Rootstock Represents the Manufacturing ERP Vendors in PricewaterhouseCooper’s Technology Forecast Quarterly

Joins SAP, Oracle, Blackstone, McGraw Hill Construction and Partnerpedia Discussing “Future of Enterprise Apps – Moving Beyond Workflows to Mindflows”

SAN FRANCISCO – November 20, 2013 – Rootstock Software®, the leader in cloud manufacturing and supply chain applications, today announced that President and CEO Pat Garrehy has joined a list of leading experts from SAP, Oracle, Blackstone, McGraw Hill Construction, and Partnerpedia to cover the “Future of Enterprise Apps – Moving Beyond Workflows to Mindflows” in PwC’s quarterly Technology Forecast, out this month. Representing the Manufacturing Cloud ERP vendors and users, Garrehy discusses integration-ready applications, how users will create their own interfaces to fit their work.

According to PwC, “A confluence of trends such as mobility, cloud, application programming interfaces (APIs), analytics, and others are giving rise to apps, which we call mindful apps, that blend human and software intelligence and make human cognitive processes part of the enterprise business processes. In doing so, these mindful apps expand the purview of enterprise applications to include human thinking and augment humans’ capacity for knowledge work.”

In his interview, Garrehy stresses that, in the next ten years, large enterprise customers will want operating division’s supply chain applications to include much more than just their own financial systems. With Rootstock Cloud ERP, for example, they will need to provide meaningful data into the corporate financial system. Those software ERP systems on public, best-of-breed ecosystems are already architected to consider interfacing and/or integrating to other applications. Not only will they interface with corporate financials, those that support manufacturing plants in a best-of-breed eco-system like force.com as an example, will also work with a number of PDM systems, configurators and quality control systems. As predictive analytics gains popularity over the next decade, they will feed a number of predictive analytics models as well.

“In order to easily achieve these interface and integration varietals, there are important technical considerations that one must consider when developing within a best-of-breed ecosystem,” explains Garrehy. “For example, on the force.com platform, this means that all the business logic is on the back end and every single file or table we develop is hardened and has the potential to be called by some other application. We must expose all of our fields in a manner that is easily accessible but the integrity of that particular table is maintained. However, once done, it makes integration and interface to other applications developed on force.com or with an API that accepts force.com data, much easier to achieve that integration or interface.”

Garrehy also discussed how, in the future, different users will use different screens, each more conducive to the way they work. For example, there will be Rootstock’s data analytics intensive screen which would be used by C-level executives and there will be Rootstock’s simple transactional screens, used by workers on the line. In addition, customers will be able take their favorite third-party app, create new interfaces and put them on top of Rootstock’s manufacturing Cloud ERP and other applications. In effect, users will develop their own interfaces.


Count up the lines below that hold "Fusion", then give that count by itself.

MATERIAL FOR THIS EXERCISE:
↓
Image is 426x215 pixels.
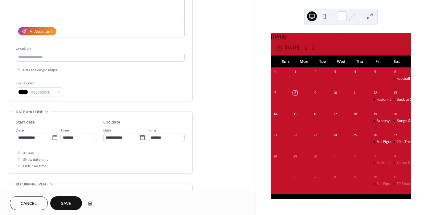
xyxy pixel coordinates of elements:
div: 1 [333,154,338,159]
div: Fusion Friday Kink Night [371,97,391,102]
div: 11 [353,91,358,95]
div: 16 [313,112,318,116]
div: 15 [293,112,298,116]
button: AI Assistant [18,27,56,35]
div: 19 [373,112,378,116]
span: Show date only [23,157,48,163]
div: 28 [273,154,278,159]
div: Sun [276,56,295,68]
div: [DATE] [271,33,411,40]
div: End date [103,119,121,126]
div: 4 [353,70,358,74]
div: 3 [333,70,338,74]
div: 4 [393,154,398,159]
div: Fusion [DATE] Kink Night [377,97,419,102]
div: 14 [273,112,278,116]
span: Hide end time [23,163,47,170]
div: AI Assistant [30,29,52,35]
div: 30 [313,154,318,159]
div: Start date [16,119,35,126]
span: Date [103,127,112,134]
div: 10 [373,175,378,180]
div: 7 [273,91,278,95]
div: Wed [332,56,351,68]
div: 29 [293,154,298,159]
div: Fantasy Friday Couples & Single Ladies Night with Highly Sexy Socials [371,118,391,124]
div: Fri [369,56,388,68]
div: 2 [313,70,318,74]
div: 9 [353,175,358,180]
div: 8 [333,175,338,180]
div: 50 Shades of Pink with Kaliente Socials [391,182,411,187]
span: Cancel [21,201,37,207]
div: 5 [273,175,278,180]
div: 27 [393,133,398,138]
div: 11 [393,175,398,180]
div: Sat [388,56,406,68]
div: 22 [293,133,298,138]
span: Date [16,127,24,134]
div: Tue [313,56,332,68]
div: Bongs & Thongs with Highly Sexy Socials [391,118,411,124]
div: 6 [393,70,398,74]
div: Mon [295,56,313,68]
div: Back to School [397,97,422,102]
span: Time [60,127,69,134]
span: All day [23,150,34,157]
div: 10 [333,91,338,95]
div: 25 [353,133,358,138]
span: #000000FF [31,89,53,96]
button: Cancel [10,197,48,210]
span: Time [148,127,157,134]
span: Link to Google Maps [23,67,57,73]
div: 21 [273,133,278,138]
div: Fusion Friday Kink Night [371,160,391,166]
div: Football Night with Kaliente Socials [391,76,411,81]
span: Save [61,201,71,207]
span: Date and time [16,109,43,115]
div: 12 [373,91,378,95]
div: Location [16,45,184,52]
div: Back to School [391,97,411,102]
div: 9 [313,91,318,95]
div: 17 [333,112,338,116]
div: 6 [293,175,298,180]
div: 1 [293,70,298,74]
span: Recurring event [16,181,48,188]
div: Full Figure Fridays with Highly Sexy Socials [371,182,391,187]
div: 26 [373,133,378,138]
div: Full Figure Friday BBW Night with Highly Sexy Socials [371,139,391,145]
div: 3 [373,154,378,159]
button: Save [50,197,82,210]
div: Fusion [DATE] Kink Night [377,160,419,166]
div: 18 [353,112,358,116]
div: Thu [351,56,369,68]
div: 13 [393,91,398,95]
div: 24 [333,133,338,138]
div: 7 [313,175,318,180]
div: 31 [273,70,278,74]
div: Saints & Sinners with Highly Sexy Socials [391,160,411,166]
div: 8 [293,91,298,95]
div: 5 [373,70,378,74]
div: 20 [393,112,398,116]
div: 2 [353,154,358,159]
div: 90's Throwback with Kaliente Socials [391,139,411,145]
div: 23 [313,133,318,138]
div: Event color [16,80,62,87]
↑
EXERCISE ANSWER: 4